To begin with, only Most Esteemed can nowadays get volumes of poetry this capacious published, unless they are Collected Poems. The Movie May Be Slightly Different is at least twice the length of the average new collection: 119 new poems in 150 pages.
To go on with, you’re just a few pages in when you know you’re in the company of a master. The poems are so meaty, so pithy, so well crafted, so damned good.
I puzzle a bit over why they are divided into three long sections. Does it mean anything more than date of composition or poet’s whim? Perhaps.
I think I detect more of childhood recall in the first section, but memory now informed by experience; freshness and obsolescence paired in a poem like The child at the Exhibition.

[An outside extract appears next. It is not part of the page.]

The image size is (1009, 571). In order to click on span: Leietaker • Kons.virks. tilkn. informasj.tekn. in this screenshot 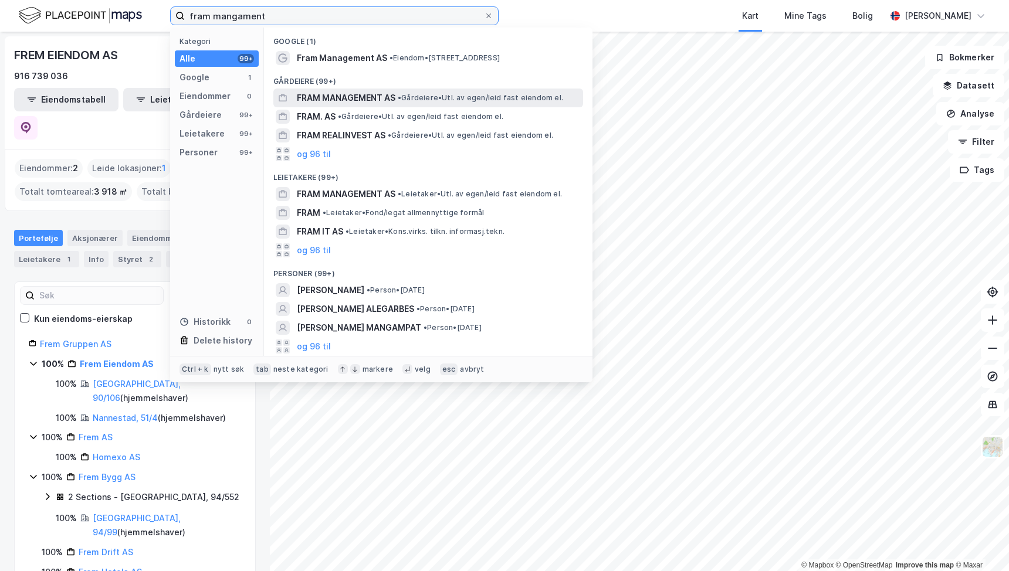, I will do `click(425, 232)`.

I hear more intimations of mortality in the second section: poems about a funeral in Wellington’s Old St Paul’s (“the church where agnostics are sent off from”), soliloquies of a Bolshie old codger in a retirement home (Sedition in the Ranks) and a wicked elder’s deflation of arty pretensions (Supporting the Arts). Midnight chimes.
As for the third section, much of it is affirmation. Not effusive hand-clapping affirmation, but affirmation of solid things from a man who’s been around the block a bit. Affirmation of other poets (Emily Dickinson, CP Cavafy, Rainer Maria Rilke, James K Baxter). Affirmation of landscape. Affirmation of beasties (fantail, eagle, two on a pet dog). Qualified affirmation of a sort of God.
So maybe it’s a collection moving through death to the positive. And maybe it’s not as straightforward as that, because right in the middle of the affirmation section you get a piece of kick-in-the-pants satire like Plane People and my whole interpretation falls apart. Each poem is a separate entity after all.
I’ll say the obvious things. O’Sullivan can move with apparent ease into traditional metres and rhyme schemes when he wishes. But it’s the ease of a tried craftsman who never lets the form strangle the language. The art seems artless, the voice unforced. Sometimes you think you’re in a casual ramble until you notice how dense the vocabulary is.
These are the poems of a civilised man. An ironist who isn’t sardonic, a romantic who knows romanticism isn’t enough. A treasure house.
THE MOVIE MAY BE SLIGHTLY DIFFERENT, by Vincent O’Sullivan (VUP, $30).
Nicholas Reid is a writer, poet and historian. He guest edited Poetry New Zealand 41.